Suggestions on how I can become smarter.

All suggestions will be considered. Thanks alot!

Hang around dumb people.

Affect an English accent (non-Cockney, please). Your I.Q. will automatically go up 20 points in the ears of Americans.

All joking aside, read a good newspaper every day. Make yourself read all the stories on the front page of the national, local, and business sections.

Do you want to be smarter or to appear smarter? If the latter, I have some suggestions.

  1. Talk loud. This has no logical validity, of course, but people are afraid to contradict you if you talk loud.

  2. Browse (do not read) publications like Harper’s, The Economist, the New Yorker, the Wall Street Journal, &c. You want to know what topics are in the news without actually knowing what’s going on.

  3. Have strong, solid opinions. Don’t bother to support them; if someone challenges you, challenge them right back. Remember: TALK LOUD.

  4. Drink liquor. Not beer; liquor. You want that I-rule-this-roost confidence that only comes from the sudden onslaught of alcohol, preferably on an empty stomach.

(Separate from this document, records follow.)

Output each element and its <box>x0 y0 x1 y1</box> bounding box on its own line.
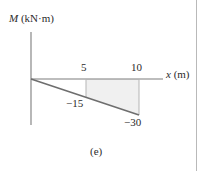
tick-label-10: 10 <box>131 62 142 73</box>
value-label-minus-15: −15 <box>66 98 83 109</box>
figure-caption: (e) <box>90 146 102 157</box>
moment-diagram-figure: M (kN·m) x (m) 5 10 −15 −30 (e) <box>0 0 206 171</box>
x-axis-label: x (m) <box>166 69 190 80</box>
tick-label-5: 5 <box>81 62 87 73</box>
value-label-minus-30: −30 <box>124 117 141 128</box>
y-axis-label: M (kN·m) <box>9 13 54 24</box>
y-axis-label-variable: M <box>9 12 18 24</box>
y-axis-label-units: (kN·m) <box>18 12 54 24</box>
moment-diagram-plot <box>0 0 206 171</box>
x-axis-label-units: (m) <box>171 68 190 80</box>
page-column-rule <box>196 0 197 171</box>
shaded-area-region <box>86 79 139 115</box>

If you want to actually be smarter, I don’t know what to tell you; I was born brilliant and didn’t have to work at it. Hey, there’s an idea! If you want to be smarter, just pay close attention to everything I say.

Happy cogitating!

Jackelope I like your suggestion best so far. However I think of the two choices you gave me I wouldn rather ACT smarter rather than become smarter as that would take less effort on my part.

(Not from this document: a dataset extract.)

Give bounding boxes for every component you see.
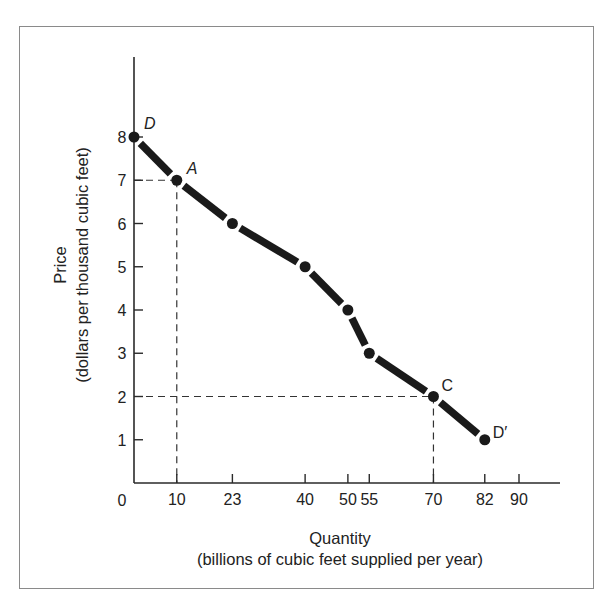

Stick with me - I’ll learn ya all kinds o’good stuff.

My number one tip - good bathroom reading. When I was a kid, mom kept an old set of encyclopedias in the basement bathroom. Ah, the things I remember about that. They were blue. And kinda musty. And about 20 years old. Learned all kinds of stuff back in them days.

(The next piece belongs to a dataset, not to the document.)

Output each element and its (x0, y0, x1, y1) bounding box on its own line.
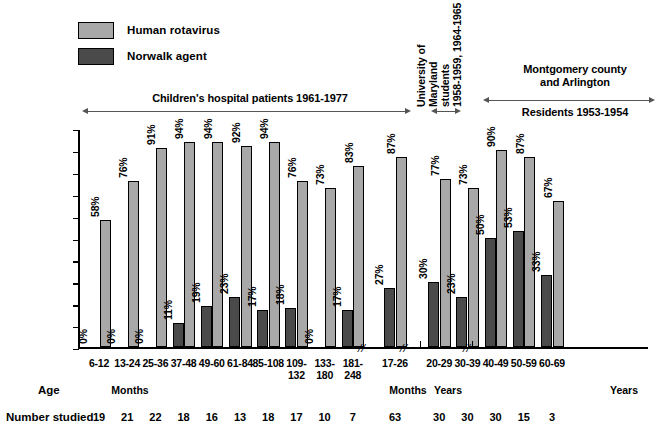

I had some serious catching up to do after having spent most of my formative years in trouble, drunk, or otherwise unavailable for learning.

I bought a book called “An Incomplete Education” that I love.
http://www.powells.com/cgi-bin/biblio?show=Hardcover:Used:0345391373:17.95

I also stared reading the NY Times every day and really studying the foreign policy issues therin. When I didn’t know something, I asked or looked it up. I brushed up on geography by reading the Times, too, since there are often maps accompanying the stories.

I also listen to NPR a LOT, and they have fantastic reports on things you otherwise may never have heard about. They seem to have great sources for their information, and the stories are always educational, IMHO.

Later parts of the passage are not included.